How does Counterparty determine consensus? Imagine there is some small difference in the Counterparty software as it runs on one machine versus another. How could we be sure that each instance has interpreted the data in the blockchain in the same exact way?
Is there some sort of hash that is calculated over the accepted transactions that could be compared or is there some other number I can point to and say with certainty that these two instances agree?
[quote author=weex link=topic=513.msg3196#msg3196 date=1409184325]
How does Counterparty determine consensus? Imagine there is some small difference in the Counterparty software as it runs on one machine versus another. How could we be sure that each instance has interpreted the data in the blockchain in the same exact way?
Is there some sort of hash that is calculated over the accepted transactions that could be compared or is there some other number I can point to and say with certainty that these two instances agree?
[/quote]
The test suite (with py-test
) does verify the entire set of local debits and credits (and so effectively all balances, too) against one distributed with the codebase, from a recent checkpoint. This process could be simplified and made automatic, of course.
Moreover, right now, everyone runs the same codebase, with a minimum version number, and there are a number of sanity checks in the code to prevent subtle variations across systems, e.g. rounding errors.
[quote author=PhantomPhreak link=topic=513.msg3198#msg3198 date=1409197641]
The test suite (with py-test
) does verify the entire set of local debits and credits (and so effectively all balances, too) against one distributed with the codebase, from a recent checkpoint. This process could be simplified and made automatic, of course.
Moreover, right now, everyone runs the same codebase, with a minimum version number, and there are a number of sanity checks in the code to prevent subtle variations across systems, e.g. rounding errors.
[/quote]
Thank you for pointing out these tests. I guess my question can be put more practically as, what happens if I don't update my v9.41.0 software for ten releases? When I then run the program will it know somehow that it's out of date by the content of transactions that it sees? Or would that provide a vector for abuse?
I like that each block hash is a sort of checksum on the entire history ending with that block and wish to see that same level of rigor with Counterparty transactions. Then we could query every public api node and be able to track consensus as I believe is done on the Bitcoin network. I suppose the block hash and counterparty_last_message_index could work pretty well currently depending on what the actual risks are.
[quote author=weex link=topic=513.msg3199#msg3199 date=1409204524]
[quote author=PhantomPhreak link=topic=513.msg3198#msg3198 date=1409197641]
The test suite (with py-test
) does verify the entire set of local debits and credits (and so effectively all balances, too) against one distributed with the codebase, from a recent checkpoint. This process could be simplified and made automatic, of course.
Moreover, right now, everyone runs the same codebase, with a minimum version number, and there are a number of sanity checks in the code to prevent subtle variations across systems, e.g. rounding errors.
[/quote]
Thank you for pointing out these tests. I guess my question can be put more practically as, what happens if I don't update my v9.41.0 software for ten releases? When I then run the program will it know somehow that it's out of date by the content of transactions that it sees? Or would that provide a vector for abuse?
I like that each block hash is a sort of checksum on the entire history ending with that block and wish to see that same level of rigor with Counterparty transactions. Then we could query every public api node and be able to track consensus as I believe is done on the Bitcoin network. I suppose the block hash and counterparty_last_message_index could work pretty well currently depending on what the actual risks are.
[/quote]
By default, counterpartyd checks its local version against the minimum version specified in a file on GitHub. There are ways of tying versions to transactions, though, which we're exploring.
Great to hear. I understand that from the beginning the project has tried to minimize the trust required any outside individuals, organizations, and services. Ultimately trust in the protocol grows as that goal is pursued.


DIRECTIONS FOR THIS TASK -> Search the listing for the string "after" and copy every line that contains it.

WORKING DATA ->
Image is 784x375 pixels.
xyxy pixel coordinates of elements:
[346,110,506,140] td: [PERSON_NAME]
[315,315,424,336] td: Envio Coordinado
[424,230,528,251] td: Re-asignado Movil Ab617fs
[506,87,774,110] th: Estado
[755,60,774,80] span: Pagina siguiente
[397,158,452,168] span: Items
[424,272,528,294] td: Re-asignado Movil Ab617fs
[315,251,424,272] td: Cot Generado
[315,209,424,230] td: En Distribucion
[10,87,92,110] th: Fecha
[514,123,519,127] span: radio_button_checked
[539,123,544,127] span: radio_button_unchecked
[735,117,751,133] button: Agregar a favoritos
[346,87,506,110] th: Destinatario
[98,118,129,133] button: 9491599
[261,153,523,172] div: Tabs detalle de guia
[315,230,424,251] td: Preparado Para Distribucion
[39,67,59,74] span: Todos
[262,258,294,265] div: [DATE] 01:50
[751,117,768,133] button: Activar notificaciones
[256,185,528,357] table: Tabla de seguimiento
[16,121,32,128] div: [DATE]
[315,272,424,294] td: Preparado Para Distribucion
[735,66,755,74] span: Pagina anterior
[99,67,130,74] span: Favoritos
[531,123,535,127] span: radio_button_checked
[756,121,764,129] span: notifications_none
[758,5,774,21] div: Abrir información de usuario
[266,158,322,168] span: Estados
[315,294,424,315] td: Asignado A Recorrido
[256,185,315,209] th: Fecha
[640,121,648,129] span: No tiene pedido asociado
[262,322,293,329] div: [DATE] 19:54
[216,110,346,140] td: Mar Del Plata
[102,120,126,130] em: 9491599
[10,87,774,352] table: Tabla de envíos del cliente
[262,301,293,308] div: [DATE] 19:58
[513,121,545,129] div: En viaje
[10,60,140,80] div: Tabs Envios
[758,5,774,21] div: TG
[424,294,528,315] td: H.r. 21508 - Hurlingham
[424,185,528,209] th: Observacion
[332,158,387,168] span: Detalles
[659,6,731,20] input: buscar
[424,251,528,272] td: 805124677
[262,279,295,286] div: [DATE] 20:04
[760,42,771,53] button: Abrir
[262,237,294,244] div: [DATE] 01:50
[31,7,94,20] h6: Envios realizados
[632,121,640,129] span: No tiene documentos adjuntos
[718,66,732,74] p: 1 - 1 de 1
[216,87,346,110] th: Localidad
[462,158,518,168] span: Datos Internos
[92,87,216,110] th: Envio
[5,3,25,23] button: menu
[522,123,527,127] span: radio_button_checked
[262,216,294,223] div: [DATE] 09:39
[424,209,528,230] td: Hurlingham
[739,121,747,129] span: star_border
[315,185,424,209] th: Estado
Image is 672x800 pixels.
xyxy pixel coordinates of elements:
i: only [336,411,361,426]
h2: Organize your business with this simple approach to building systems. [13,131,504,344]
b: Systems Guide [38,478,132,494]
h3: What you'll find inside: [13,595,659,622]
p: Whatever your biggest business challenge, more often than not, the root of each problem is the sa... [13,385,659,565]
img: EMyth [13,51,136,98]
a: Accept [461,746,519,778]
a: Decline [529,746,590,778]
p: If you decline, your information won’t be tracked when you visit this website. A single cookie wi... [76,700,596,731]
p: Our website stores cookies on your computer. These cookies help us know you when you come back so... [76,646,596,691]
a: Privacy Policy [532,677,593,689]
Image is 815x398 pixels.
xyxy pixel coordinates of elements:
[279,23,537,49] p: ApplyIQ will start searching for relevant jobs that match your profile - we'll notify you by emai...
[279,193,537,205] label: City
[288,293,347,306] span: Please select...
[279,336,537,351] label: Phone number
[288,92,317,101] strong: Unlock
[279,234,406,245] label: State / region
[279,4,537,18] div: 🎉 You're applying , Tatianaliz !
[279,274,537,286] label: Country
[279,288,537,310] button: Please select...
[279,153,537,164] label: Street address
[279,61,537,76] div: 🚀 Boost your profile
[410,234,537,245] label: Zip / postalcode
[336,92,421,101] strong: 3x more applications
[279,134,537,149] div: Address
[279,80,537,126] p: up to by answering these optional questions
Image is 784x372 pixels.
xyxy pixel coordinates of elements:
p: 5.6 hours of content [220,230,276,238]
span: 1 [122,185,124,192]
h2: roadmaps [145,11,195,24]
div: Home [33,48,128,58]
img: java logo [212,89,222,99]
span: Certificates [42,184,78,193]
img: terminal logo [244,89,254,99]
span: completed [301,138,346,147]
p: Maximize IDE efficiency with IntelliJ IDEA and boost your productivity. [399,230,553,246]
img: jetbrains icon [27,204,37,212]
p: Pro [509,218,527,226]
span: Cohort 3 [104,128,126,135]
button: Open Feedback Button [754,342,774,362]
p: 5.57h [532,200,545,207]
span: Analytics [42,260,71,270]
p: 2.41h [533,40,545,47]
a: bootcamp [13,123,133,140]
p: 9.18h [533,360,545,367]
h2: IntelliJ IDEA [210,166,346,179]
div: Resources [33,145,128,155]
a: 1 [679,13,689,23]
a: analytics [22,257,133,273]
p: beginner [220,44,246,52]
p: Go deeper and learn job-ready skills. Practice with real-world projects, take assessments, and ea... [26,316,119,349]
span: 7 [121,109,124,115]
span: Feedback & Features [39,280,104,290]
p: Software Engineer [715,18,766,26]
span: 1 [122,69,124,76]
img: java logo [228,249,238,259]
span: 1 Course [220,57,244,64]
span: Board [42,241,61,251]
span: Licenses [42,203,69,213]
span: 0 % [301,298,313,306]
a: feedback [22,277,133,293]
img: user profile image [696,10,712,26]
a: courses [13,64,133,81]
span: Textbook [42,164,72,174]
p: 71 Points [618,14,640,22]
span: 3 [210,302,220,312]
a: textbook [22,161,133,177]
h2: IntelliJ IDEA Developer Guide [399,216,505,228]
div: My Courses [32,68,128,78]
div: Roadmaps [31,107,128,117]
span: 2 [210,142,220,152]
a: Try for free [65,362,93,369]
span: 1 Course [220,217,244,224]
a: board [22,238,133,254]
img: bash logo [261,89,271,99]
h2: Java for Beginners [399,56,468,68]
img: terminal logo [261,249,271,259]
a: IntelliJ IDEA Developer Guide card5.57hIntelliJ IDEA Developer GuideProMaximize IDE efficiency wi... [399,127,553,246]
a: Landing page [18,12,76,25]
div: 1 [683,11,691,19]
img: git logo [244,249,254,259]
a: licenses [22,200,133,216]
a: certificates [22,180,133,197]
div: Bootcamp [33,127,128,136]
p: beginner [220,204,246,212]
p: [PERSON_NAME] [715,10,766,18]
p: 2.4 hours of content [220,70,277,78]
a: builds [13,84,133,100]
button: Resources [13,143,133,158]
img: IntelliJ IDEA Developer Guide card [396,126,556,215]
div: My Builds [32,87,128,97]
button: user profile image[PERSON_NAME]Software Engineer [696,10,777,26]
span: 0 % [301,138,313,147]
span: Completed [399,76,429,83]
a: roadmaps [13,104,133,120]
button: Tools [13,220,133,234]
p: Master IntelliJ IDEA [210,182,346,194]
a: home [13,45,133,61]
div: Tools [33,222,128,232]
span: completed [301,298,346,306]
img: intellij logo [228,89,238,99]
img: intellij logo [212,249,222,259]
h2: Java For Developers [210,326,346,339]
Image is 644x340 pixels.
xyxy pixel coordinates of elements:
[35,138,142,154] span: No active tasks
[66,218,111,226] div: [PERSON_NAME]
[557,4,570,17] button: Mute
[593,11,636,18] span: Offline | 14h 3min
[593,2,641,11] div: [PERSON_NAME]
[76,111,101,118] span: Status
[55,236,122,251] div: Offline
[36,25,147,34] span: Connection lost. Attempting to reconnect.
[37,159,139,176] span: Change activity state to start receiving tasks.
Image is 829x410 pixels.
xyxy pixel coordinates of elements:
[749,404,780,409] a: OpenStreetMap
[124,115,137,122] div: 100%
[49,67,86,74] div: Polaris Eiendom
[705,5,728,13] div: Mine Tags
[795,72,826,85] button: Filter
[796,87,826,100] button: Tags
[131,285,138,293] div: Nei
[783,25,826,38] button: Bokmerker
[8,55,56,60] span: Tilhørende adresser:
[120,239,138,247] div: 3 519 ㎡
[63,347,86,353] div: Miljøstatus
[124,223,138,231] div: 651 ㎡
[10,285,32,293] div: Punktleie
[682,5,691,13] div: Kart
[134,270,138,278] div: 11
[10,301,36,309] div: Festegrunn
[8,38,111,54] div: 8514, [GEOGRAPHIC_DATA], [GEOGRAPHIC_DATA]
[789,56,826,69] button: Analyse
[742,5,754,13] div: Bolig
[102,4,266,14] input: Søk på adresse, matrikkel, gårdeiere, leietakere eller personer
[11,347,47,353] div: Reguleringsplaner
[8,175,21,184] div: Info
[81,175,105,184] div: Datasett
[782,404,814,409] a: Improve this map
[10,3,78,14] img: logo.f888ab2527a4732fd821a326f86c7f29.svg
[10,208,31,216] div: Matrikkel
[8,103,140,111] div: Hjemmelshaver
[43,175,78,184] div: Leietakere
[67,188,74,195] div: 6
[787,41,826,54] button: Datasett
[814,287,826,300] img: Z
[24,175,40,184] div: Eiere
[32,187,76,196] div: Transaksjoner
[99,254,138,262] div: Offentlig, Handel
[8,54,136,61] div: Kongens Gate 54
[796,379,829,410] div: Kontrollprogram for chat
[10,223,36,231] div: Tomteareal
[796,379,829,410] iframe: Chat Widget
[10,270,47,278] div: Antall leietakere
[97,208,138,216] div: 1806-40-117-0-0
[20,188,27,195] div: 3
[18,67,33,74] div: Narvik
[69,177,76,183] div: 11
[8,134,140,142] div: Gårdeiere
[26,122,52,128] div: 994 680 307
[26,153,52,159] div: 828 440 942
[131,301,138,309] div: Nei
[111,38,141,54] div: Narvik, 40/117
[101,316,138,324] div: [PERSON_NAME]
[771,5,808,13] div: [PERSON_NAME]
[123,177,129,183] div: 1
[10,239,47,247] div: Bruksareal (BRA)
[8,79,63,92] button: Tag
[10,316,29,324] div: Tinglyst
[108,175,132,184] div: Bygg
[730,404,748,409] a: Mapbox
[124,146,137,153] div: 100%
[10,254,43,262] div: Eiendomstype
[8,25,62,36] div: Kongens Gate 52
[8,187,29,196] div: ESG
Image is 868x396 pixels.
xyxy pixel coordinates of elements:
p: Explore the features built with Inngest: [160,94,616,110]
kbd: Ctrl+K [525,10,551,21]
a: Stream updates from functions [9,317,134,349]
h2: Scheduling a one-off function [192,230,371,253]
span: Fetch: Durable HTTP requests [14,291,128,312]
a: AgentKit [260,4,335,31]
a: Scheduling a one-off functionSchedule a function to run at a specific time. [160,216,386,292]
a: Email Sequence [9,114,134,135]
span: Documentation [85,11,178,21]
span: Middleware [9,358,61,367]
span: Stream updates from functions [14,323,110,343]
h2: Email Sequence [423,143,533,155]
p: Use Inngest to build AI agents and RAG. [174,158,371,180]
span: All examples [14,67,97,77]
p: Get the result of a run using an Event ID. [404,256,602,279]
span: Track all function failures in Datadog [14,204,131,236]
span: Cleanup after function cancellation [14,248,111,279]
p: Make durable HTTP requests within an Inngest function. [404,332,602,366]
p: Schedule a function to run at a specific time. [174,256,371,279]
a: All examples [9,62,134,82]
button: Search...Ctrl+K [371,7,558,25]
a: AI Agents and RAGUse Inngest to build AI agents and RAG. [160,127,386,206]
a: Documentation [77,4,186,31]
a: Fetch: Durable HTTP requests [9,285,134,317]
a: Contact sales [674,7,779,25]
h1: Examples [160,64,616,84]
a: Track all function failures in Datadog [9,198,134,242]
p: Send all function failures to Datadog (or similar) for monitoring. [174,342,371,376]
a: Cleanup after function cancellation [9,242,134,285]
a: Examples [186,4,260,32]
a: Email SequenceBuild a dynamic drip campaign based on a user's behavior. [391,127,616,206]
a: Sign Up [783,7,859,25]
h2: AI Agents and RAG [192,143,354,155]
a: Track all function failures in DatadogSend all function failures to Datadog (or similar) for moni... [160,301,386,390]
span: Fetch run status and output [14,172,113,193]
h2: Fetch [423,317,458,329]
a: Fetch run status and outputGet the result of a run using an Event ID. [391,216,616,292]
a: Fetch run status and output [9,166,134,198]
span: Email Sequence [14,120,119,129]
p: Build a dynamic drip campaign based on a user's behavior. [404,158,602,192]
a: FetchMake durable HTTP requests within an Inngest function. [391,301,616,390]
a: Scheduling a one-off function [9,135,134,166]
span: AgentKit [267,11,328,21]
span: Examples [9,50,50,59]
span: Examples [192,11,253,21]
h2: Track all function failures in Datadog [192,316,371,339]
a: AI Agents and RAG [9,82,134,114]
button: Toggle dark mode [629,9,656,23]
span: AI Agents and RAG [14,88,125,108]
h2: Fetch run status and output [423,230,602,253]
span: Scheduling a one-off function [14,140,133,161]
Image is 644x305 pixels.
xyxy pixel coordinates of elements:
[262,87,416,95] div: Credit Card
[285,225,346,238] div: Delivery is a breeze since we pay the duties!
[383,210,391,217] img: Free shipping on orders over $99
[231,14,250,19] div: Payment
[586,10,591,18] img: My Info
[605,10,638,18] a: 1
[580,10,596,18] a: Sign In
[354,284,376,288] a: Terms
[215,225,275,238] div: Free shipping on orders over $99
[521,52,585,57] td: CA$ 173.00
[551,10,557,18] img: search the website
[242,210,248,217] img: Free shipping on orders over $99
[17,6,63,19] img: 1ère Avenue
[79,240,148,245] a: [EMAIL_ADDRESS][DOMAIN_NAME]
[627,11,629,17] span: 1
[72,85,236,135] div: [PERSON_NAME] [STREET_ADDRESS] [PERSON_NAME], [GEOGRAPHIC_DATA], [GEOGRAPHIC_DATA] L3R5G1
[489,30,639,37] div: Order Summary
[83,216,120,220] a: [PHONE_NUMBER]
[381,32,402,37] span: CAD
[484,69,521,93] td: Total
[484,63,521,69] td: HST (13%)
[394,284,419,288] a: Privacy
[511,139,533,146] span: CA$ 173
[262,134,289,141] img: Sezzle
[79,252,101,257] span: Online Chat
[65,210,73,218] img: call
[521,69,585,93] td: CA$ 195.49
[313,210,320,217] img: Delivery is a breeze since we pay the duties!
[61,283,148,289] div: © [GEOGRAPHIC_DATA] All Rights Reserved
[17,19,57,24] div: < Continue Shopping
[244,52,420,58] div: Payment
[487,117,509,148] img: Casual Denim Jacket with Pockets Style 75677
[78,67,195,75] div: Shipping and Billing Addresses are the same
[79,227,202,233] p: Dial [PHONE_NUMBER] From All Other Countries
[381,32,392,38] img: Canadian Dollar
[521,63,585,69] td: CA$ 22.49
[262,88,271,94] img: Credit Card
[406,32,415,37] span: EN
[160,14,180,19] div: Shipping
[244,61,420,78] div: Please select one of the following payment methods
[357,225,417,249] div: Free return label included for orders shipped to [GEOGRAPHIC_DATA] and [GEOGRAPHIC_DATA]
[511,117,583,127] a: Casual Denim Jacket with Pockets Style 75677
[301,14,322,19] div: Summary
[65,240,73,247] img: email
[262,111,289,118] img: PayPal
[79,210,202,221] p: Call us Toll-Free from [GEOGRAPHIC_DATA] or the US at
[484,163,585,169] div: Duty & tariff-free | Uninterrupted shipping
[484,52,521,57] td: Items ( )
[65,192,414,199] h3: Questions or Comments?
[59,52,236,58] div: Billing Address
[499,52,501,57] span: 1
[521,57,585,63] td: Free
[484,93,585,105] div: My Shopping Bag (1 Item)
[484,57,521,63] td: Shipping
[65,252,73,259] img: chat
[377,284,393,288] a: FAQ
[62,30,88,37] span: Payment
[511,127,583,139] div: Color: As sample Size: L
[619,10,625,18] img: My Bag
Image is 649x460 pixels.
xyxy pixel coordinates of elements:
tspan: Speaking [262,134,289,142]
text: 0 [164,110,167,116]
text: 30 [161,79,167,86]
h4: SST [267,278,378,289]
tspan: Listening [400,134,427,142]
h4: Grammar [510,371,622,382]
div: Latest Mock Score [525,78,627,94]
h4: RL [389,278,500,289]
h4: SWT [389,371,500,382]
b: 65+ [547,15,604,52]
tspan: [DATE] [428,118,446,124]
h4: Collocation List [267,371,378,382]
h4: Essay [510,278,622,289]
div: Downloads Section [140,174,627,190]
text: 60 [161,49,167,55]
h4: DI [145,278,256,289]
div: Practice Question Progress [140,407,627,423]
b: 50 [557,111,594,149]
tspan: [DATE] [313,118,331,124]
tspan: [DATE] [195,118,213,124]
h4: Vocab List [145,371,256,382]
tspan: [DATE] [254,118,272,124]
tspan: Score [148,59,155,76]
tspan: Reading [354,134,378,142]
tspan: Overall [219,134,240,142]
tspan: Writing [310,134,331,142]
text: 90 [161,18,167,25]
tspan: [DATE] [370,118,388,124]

SOLUTION FOR THIS PROBLEM ->
span: Cleanup after function cancellation [14,248,111,279]
a: Cleanup after function cancellation [9,242,134,285]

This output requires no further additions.